The assacre of the Swiss Guards: La Mise des Tuileries, Henri-Paul Motte

The massacre of the Swiss guard; Les Mise des Tuileries by Henri Motte

The gruesome massacre at the Tuileries may well have been on Napoleon’s mind when he gave the order to use grapeshot against the insurrectionaries in 1795.  The dramatic and long-lasting effect of this brutal action, as Carlyle implies, was to bring an end to the power of the Paris mob – a force that had driven so many of the key episodes of the French Revolution. With Napoleon’s ruthless action, the Revolution was, in many ways, at an end – though Napoleon would continue to argue that he was preserving and protecting the goals of the Revolution, even as he had himself crowned Emperor in 1804.

Carlyle is entirely right in saying that the walls of Saint Roch church in the Rue Saint-Honoré are still pock-marked by the effects of Napoleon’s ‘whiff of grapeshot.’

‘Wall’, however, was obviously far too prosaic a word for Carlyle to use when ‘rabbets and plinths’ was an available alternative. ‘Rabbet’ is a obscure term for a groove in a piece of wood that allows a joint to be made with a another piece of wood – what we might now call a ‘rebate’ (from the French rabattre), and the meaning of ‘plinth’ used by Carlyle in this context is presumably ‘continuous course of stones supporting a wall’.

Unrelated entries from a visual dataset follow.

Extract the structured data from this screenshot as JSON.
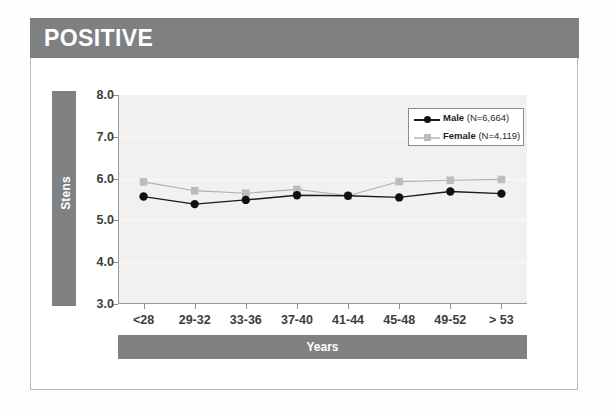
{
  "header": {
    "title": "POSITIVE"
  },
  "axes": {
    "y_title": "Stens",
    "x_title": "Years"
  },
  "chart_data": {
    "type": "line",
    "title": "POSITIVE",
    "xlabel": "Years",
    "ylabel": "Stens",
    "categories": [
      "<28",
      "29-32",
      "33-36",
      "37-40",
      "41-44",
      "45-48",
      "49-52",
      "> 53"
    ],
    "ylim": [
      3.0,
      8.0
    ],
    "yticks": [
      "3.0",
      "4.0",
      "5.0",
      "6.0",
      "7.0",
      "8.0"
    ],
    "ytick_values": [
      3.0,
      4.0,
      5.0,
      6.0,
      7.0,
      8.0
    ],
    "grid": true,
    "legend_position": "top-right",
    "series": [
      {
        "name": "Male",
        "legend_label": "Male (N=6,664)",
        "n": "6,664",
        "marker": "circle",
        "color": "#1a1a1a",
        "values": [
          5.57,
          5.39,
          5.49,
          5.6,
          5.59,
          5.55,
          5.69,
          5.64
        ]
      },
      {
        "name": "Female",
        "legend_label": "Female (N=4,119)",
        "n": "4,119",
        "marker": "square",
        "color": "#b0b0b0",
        "values": [
          5.92,
          5.71,
          5.65,
          5.74,
          5.59,
          5.93,
          5.96,
          5.98
        ]
      }
    ]
  },
  "legend": [
    {
      "name": "Male",
      "n_text": " (N=6,664)"
    },
    {
      "name": "Female",
      "n_text": " (N=4,119)"
    }
  ],
  "colors": {
    "bar_gray": "#808183",
    "plot_bg": "#f1f1f1",
    "male": "#1a1a1a",
    "female": "#b0b0b0"
  }
}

‘It is never difficult to distinguish between a Scotsman with a grudge and a ray of sunshine’

I’m still not sure where the ‘rabbets’ come in, but Carlyle must have like the ring of the phrase, in the same way that he liked ‘whiff of grapeshot’, and, indeed, ‘a Dance of Cabarus Balls’.

Carlyle was a dour and irascible Scottish Calvinist who had lost his faith: an unnerving combination which might explain why few of Carlyle’s contemporaries found him to be congenial company: brilliant, certainly, but not necessarily the sort of chap one might hope to run into down at the coffee house.

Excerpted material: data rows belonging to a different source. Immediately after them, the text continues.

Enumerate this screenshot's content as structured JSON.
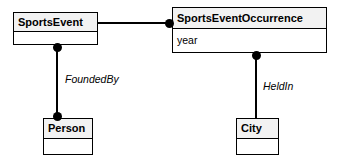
{
  "diagram": {
    "type": "uml-class-diagram",
    "background_color": "#ffffff",
    "line_color": "#000000",
    "name_compartment_fill": "#f2f2f2",
    "classes": [
      {
        "id": "sportsevent",
        "name": "SportsEvent",
        "attributes": [],
        "attributes_text": ""
      },
      {
        "id": "occurrence",
        "name": "SportsEventOccurrence",
        "attributes": [
          "year"
        ],
        "attributes_text": "year"
      },
      {
        "id": "person",
        "name": "Person",
        "attributes": [],
        "attributes_text": ""
      },
      {
        "id": "city",
        "name": "City",
        "attributes": [],
        "attributes_text": ""
      }
    ],
    "associations": [
      {
        "id": "sportsevent-occurrence",
        "from": "SportsEvent",
        "to": "SportsEventOccurrence",
        "label": "",
        "orientation": "horizontal"
      },
      {
        "id": "sportsevent-person",
        "from": "SportsEvent",
        "to": "Person",
        "label": "FoundedBy",
        "orientation": "vertical"
      },
      {
        "id": "occurrence-city",
        "from": "SportsEventOccurrence",
        "to": "City",
        "label": "HeldIn",
        "orientation": "vertical"
      }
    ]
  }
}
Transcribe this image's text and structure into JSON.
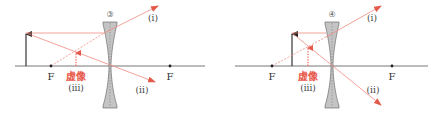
{
  "colors": {
    "ray": "#ef8a80",
    "ray_head": "#e25a4a",
    "image": "#e8584a",
    "axis": "#555555",
    "object": "#222222",
    "lens_fill": "#bdbdbd",
    "lens_stroke": "#6f6f6f"
  },
  "diagrams": [
    {
      "id": "3",
      "number_label": "③",
      "focal_left_label": "F",
      "focal_right_label": "F",
      "virtual_image_label": "虚像",
      "ray_labels": {
        "i": "(i)",
        "ii": "(ii)",
        "iii": "(iii)"
      },
      "description": "Concave lens, object placed beyond F; virtual, upright, reduced image between F and lens"
    },
    {
      "id": "4",
      "number_label": "④",
      "focal_left_label": "F",
      "focal_right_label": "F",
      "virtual_image_label": "虚像",
      "ray_labels": {
        "i": "(i)",
        "ii": "(ii)",
        "iii": "(iii)"
      },
      "description": "Concave lens, object placed inside F; virtual, upright, reduced image between object and lens"
    }
  ]
}
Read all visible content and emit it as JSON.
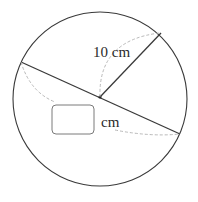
{
  "figure": {
    "type": "circle-diagram",
    "radius_label": "10 cm",
    "diameter_unit_label": "cm",
    "answer_box": {
      "value": "",
      "placeholder": ""
    },
    "colors": {
      "stroke": "#3a3a3a",
      "dashed": "#b0b0b0",
      "box": "#7a7a7a"
    }
  }
}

I am reminded of one P. G. Wodehouse’s quietly perfect comic sentences: ‘It is never difficult to distinguish between a Scotsman with a grudge and a ray of sunshine.’

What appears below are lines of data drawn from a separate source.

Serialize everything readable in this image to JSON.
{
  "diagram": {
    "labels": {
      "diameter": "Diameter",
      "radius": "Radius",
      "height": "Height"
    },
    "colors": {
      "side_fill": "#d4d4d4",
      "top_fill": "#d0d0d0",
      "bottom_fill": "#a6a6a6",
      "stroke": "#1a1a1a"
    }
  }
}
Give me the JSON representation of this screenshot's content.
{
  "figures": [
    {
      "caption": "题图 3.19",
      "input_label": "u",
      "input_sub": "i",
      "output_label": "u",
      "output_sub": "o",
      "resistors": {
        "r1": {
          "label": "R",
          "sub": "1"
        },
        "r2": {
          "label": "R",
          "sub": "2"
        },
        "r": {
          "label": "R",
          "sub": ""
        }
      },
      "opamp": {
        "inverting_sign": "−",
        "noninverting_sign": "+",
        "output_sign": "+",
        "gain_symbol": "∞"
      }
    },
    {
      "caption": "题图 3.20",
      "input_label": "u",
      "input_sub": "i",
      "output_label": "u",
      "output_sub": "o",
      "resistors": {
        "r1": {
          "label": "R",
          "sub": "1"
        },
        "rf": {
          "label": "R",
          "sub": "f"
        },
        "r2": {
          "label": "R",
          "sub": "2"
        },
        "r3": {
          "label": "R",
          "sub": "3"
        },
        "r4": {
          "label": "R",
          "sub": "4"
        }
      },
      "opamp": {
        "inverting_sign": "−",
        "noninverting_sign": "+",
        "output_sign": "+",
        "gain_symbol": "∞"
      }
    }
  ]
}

Maybe John Stuart Mill was not jealous of Carlyle’s history of the French Revolution after, all – perhaps he was just trying to save the world from Carlyle’s prose-poetry.

 

Napoleon Bonaparte features in History Lessons, ‘Doing the Planning’

 

[1] Biil Bryson, At Home: A short history of private life, Black Swan, 2011, p 110

[2] Thomas Carlyle, The French Revolution: a History, Book 3. VII Chapter 3.7.VI. http://carlyle.classicauthors.net/FrenchRevolution/FrenchRevolution157.html

[3] M. de Bourienne, Memoirs of Napoleon Bonaparte, London, 1836, Vol 1 p 5, quoted in David Chandler, The Campaigns of Napoleon, Scribner, New York, 1966, p 14.